By Jim Lexo
President, Moore County Republican Men’s Club
I lived in the Swamp for decades and didn’t know it. Out of college, I moved to Washington, DC, and ended up working in Congress for 12 years in the 1970s and ’80s, and stayed in the area until five years ago.
I watched Congressmen and Senators serve a half century or more on Capitol Hill. Those who lost their elections, or retired, just moved downtown to K Street in DC to join lobbying firms. As former Members, they have access to the floor of the House and Senate and, of course, they have a network they developed over time. Members do other Members favors because they know it might be them asking some day, or they want them to attend various fund raisers.
Let me say there are many Congressman, Senators and lobbyists who have good ethics, work hard and have the public’s interest at heart. However, there is enough back scratching and quid pro quo that things become terribly “out of whack” in the hinterlands (outside the DC bubble). Take the U.S. tax code. It is now up to 9,000 pages because a lot of corporations, nonprofits, unions and other organized entities hired lobbyists to get special provisions inserted into the code. The same is true for all of the appropriation bills, and on and on.
After a hundred years of this, life in the Swamp became very good for all of the swamp creatures, but not so much for Joe Lunchbox. We went from a government providing for our necessities to an uncontrollable behemoth. When I moved to Moore County to retire, I looked back at the Swamp and realized how wrong all of it is. We need to drain the swamp, I often thought. When I first heard a group of people outside Trump Tower chanting, “Drain the Swamp”, I thought, wow, these people are on to something.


• **TASK GOAL**
All lines in the data that hold the word "this" need copying.
RECORDS PROVIDED Block Start
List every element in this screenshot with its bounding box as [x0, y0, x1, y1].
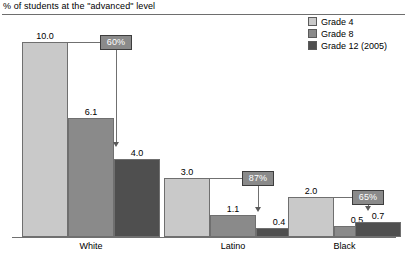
RECORDS PROVIDED Block End
RECORDS PROVIDED Block Start
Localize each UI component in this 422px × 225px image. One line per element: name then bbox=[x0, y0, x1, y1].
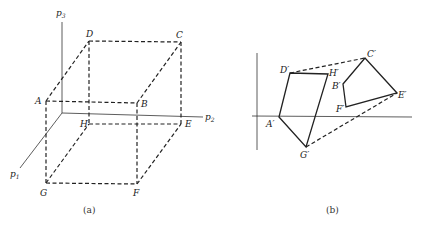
RECORDS PROVIDED Block End
RECORDS PROVIDED Block Start
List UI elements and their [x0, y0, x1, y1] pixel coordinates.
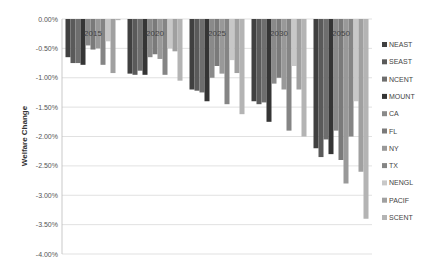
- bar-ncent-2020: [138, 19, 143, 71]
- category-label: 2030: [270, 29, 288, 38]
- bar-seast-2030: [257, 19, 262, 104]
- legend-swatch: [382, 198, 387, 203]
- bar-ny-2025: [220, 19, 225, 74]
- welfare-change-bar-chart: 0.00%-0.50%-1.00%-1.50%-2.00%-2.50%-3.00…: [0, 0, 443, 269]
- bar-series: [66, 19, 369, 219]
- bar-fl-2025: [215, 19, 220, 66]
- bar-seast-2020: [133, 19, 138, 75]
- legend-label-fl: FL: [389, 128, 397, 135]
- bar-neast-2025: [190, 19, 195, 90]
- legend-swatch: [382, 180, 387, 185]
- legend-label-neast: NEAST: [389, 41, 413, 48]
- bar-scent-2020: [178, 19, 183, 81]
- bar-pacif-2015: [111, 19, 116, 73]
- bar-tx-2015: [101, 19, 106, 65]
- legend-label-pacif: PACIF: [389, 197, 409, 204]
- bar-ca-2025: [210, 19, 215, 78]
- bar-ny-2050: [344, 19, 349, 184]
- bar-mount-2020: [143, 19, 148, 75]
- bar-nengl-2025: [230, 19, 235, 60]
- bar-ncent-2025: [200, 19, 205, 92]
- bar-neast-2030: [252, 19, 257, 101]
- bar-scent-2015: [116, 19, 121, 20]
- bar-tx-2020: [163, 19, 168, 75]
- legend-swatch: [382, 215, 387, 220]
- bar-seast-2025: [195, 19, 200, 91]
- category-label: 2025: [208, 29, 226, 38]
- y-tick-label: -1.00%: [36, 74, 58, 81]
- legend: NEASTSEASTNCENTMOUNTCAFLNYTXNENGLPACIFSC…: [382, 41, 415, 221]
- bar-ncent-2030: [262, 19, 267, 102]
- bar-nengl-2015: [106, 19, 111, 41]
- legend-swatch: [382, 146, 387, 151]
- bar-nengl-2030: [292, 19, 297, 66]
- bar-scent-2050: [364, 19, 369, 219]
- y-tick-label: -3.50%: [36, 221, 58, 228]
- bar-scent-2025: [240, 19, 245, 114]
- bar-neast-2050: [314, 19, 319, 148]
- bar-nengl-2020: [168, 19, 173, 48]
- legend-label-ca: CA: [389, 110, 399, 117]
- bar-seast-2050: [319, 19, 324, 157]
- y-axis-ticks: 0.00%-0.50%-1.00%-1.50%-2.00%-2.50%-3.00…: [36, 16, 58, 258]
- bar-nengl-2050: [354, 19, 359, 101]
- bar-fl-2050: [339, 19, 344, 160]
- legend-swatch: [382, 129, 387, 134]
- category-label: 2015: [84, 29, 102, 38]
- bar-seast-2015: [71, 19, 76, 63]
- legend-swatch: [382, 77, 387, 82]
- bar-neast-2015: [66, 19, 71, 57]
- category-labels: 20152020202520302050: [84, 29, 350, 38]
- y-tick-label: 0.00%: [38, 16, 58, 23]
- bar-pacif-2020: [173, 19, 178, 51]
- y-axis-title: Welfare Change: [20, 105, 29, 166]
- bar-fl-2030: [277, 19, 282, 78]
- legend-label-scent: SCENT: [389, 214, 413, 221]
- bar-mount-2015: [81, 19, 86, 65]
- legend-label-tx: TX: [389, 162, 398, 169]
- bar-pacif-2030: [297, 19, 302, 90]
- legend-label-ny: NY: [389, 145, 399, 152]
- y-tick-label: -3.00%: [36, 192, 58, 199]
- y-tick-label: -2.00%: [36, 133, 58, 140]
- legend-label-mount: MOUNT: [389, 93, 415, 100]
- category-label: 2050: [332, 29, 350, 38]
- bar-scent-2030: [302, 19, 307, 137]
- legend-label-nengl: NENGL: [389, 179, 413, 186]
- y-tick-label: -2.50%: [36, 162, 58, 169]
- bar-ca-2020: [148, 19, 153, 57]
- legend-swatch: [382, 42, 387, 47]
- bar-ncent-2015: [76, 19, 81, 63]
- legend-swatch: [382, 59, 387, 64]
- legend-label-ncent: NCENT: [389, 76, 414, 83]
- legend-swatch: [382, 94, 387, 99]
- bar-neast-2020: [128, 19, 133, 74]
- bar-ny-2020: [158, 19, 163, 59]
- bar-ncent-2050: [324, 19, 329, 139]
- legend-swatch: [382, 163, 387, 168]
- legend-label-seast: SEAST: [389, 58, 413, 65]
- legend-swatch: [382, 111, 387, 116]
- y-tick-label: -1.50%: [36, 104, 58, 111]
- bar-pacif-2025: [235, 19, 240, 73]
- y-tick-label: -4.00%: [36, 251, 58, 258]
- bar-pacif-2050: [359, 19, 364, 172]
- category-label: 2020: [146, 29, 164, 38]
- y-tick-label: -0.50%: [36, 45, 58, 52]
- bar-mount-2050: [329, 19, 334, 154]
RECORDS PROVIDED Block End
• **RESULT**
List every element in this screenshot with its bounding box as [x0, y0, x1, y1].
Localize each UI component in this 422px × 225px image. One line per element: name then bbox=[x0, y0, x1, y1].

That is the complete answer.